This research project identifies and analyses institutional conditions for scaling low-emission development dairy interventions in an inclusive manner. The formulation and implementation of inclusive low-emission intervention strategies is complicated by asymmetric power relations between actors, conflicting interests, misalignment of incentive structures, discrepancies between short-term achievements and long-term strategies, and disconnected formal and informal sectors. Moreover, the urgency to respond to climate change may induce a search for simple and transferable solutions with high emission reduction potential. This may hinder investment in the development of context-sensitive strategies that simultaneously maximize societal co-benefits.

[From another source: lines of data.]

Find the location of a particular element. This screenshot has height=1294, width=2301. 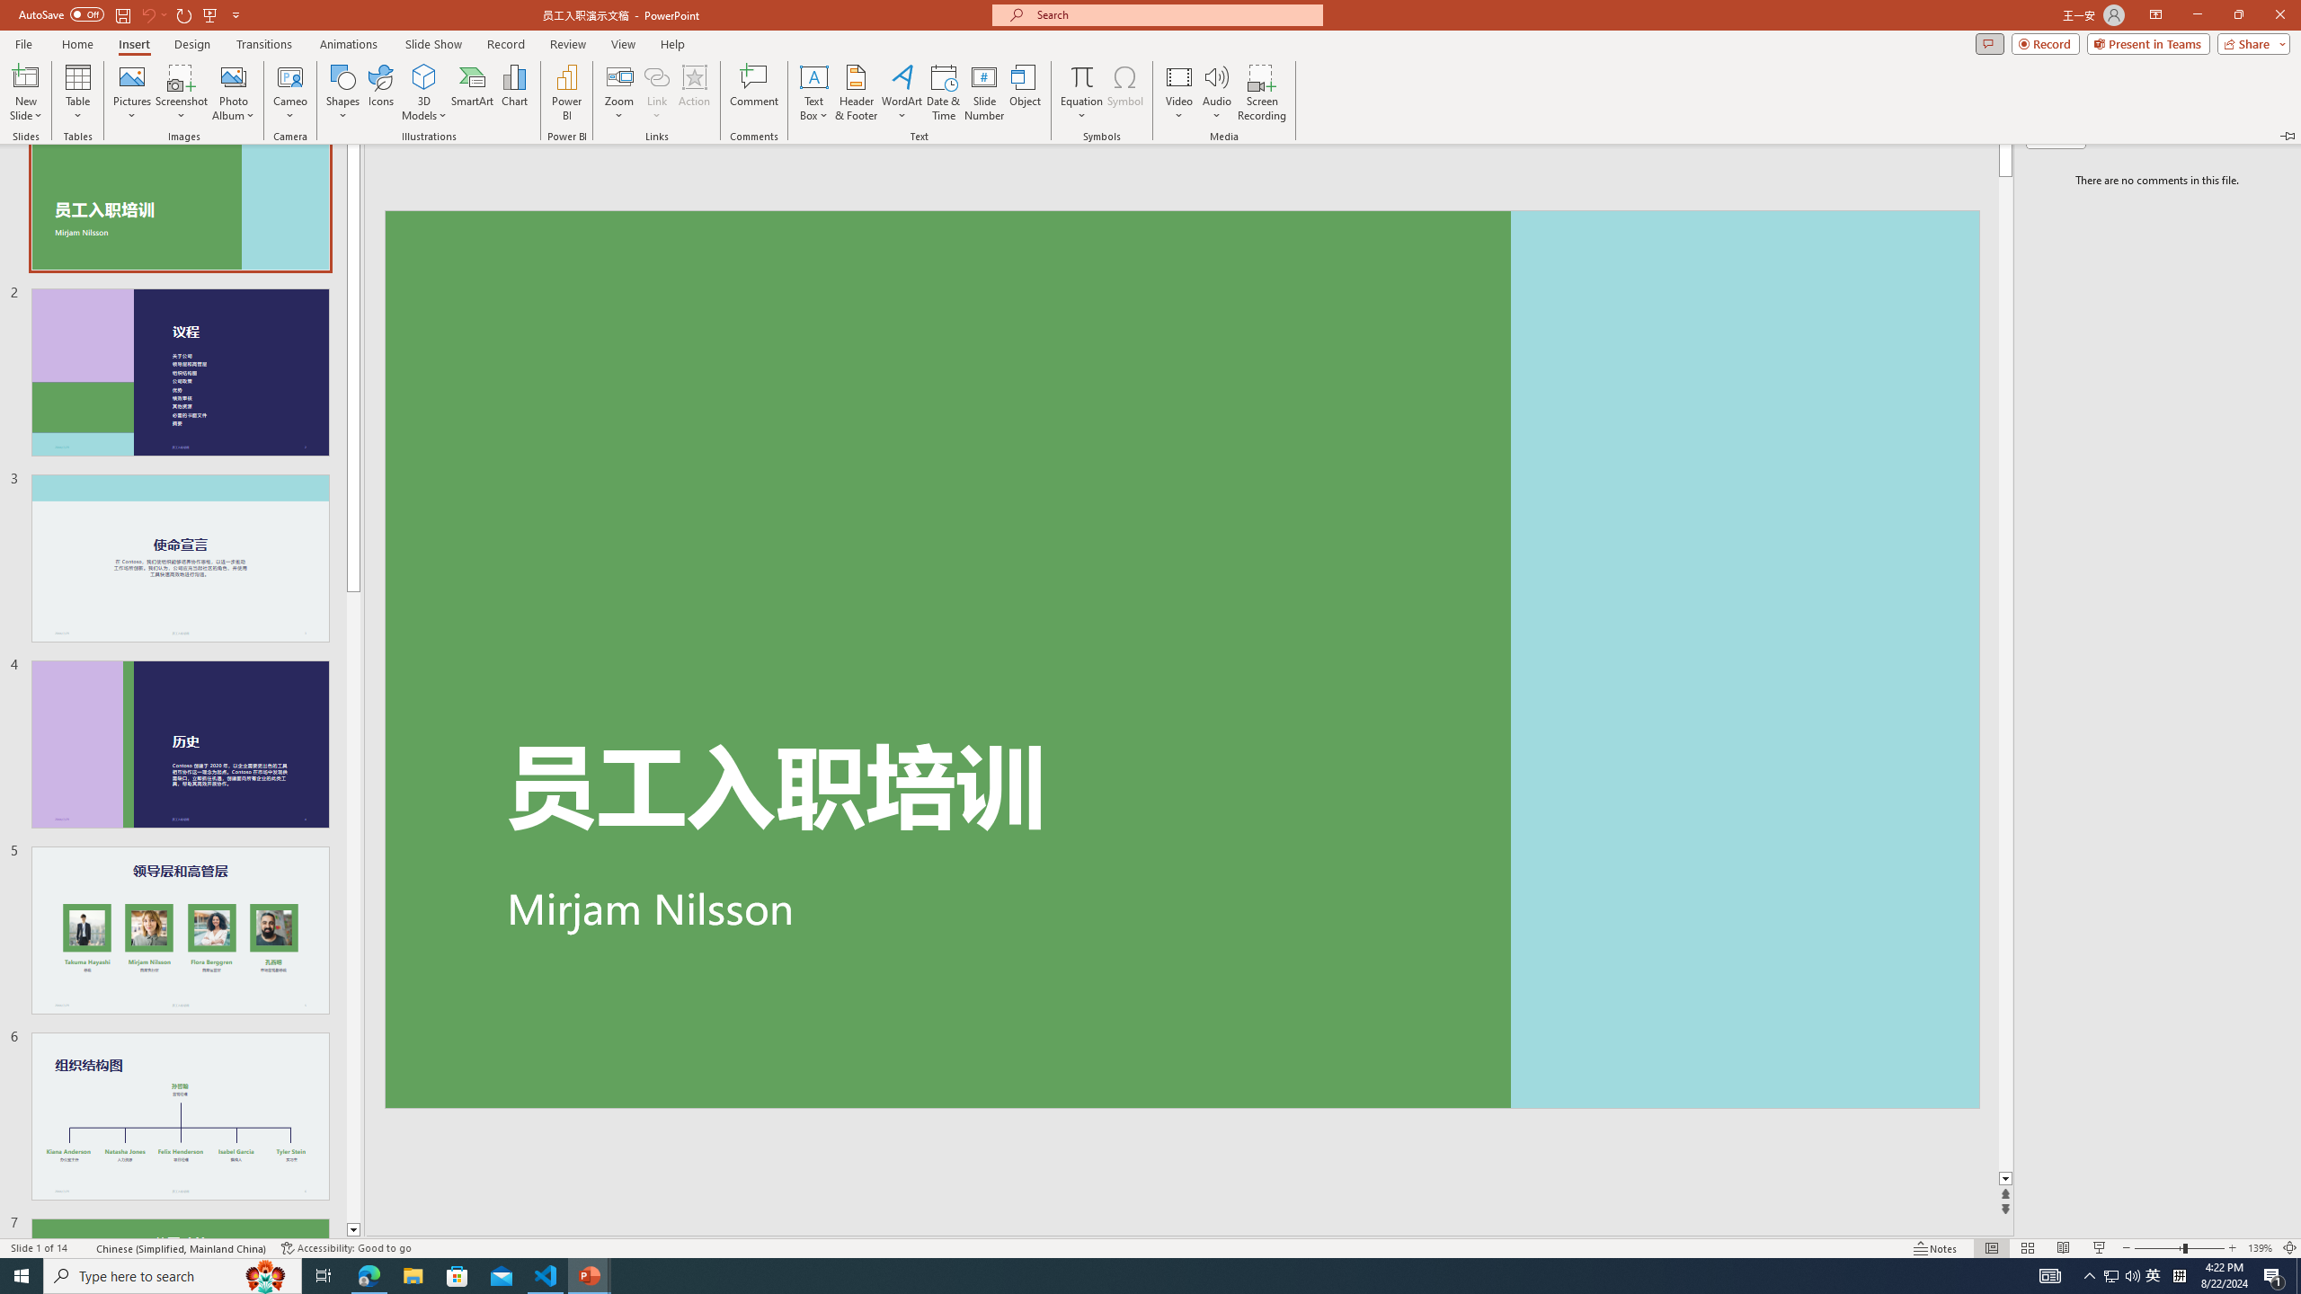

Increase Indent is located at coordinates (849, 123).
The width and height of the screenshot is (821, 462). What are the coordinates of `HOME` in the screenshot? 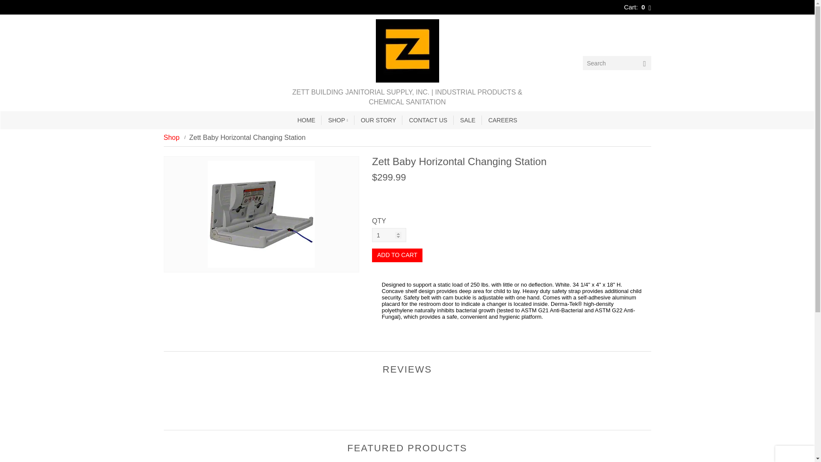 It's located at (306, 120).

By systematically valorising multiple pathways and capturing diverse priorities, interests and management styles, this project adopts a socially responsive approach to scenario development. Facilitating interactions among representatives from private and public sectors in research-driven dialogues stimulates and catalyses intervention strategies that can be inclusive of a wider range of actors and therefore enhance the scalability potential of low-emission intervention strategies.
The project will contribute to three objectives:
- To assess the institutional conditions enabling or constraining the design and implementation of actor-disaggregated intervention strategies tailored to local variability in the East-African dairy sectors.
- To integrate area-specific public-private configurations into interactive dialogues enabling collective navigation towards leverage points most likely to drive inclusive and low emission dairy development.
- To facilitate inclusive partnerships in the co-creation of organisational set-ups connecting users and experts and facilitate feedback and collaboration in the fine-tuning and adaptation of LED-interventions.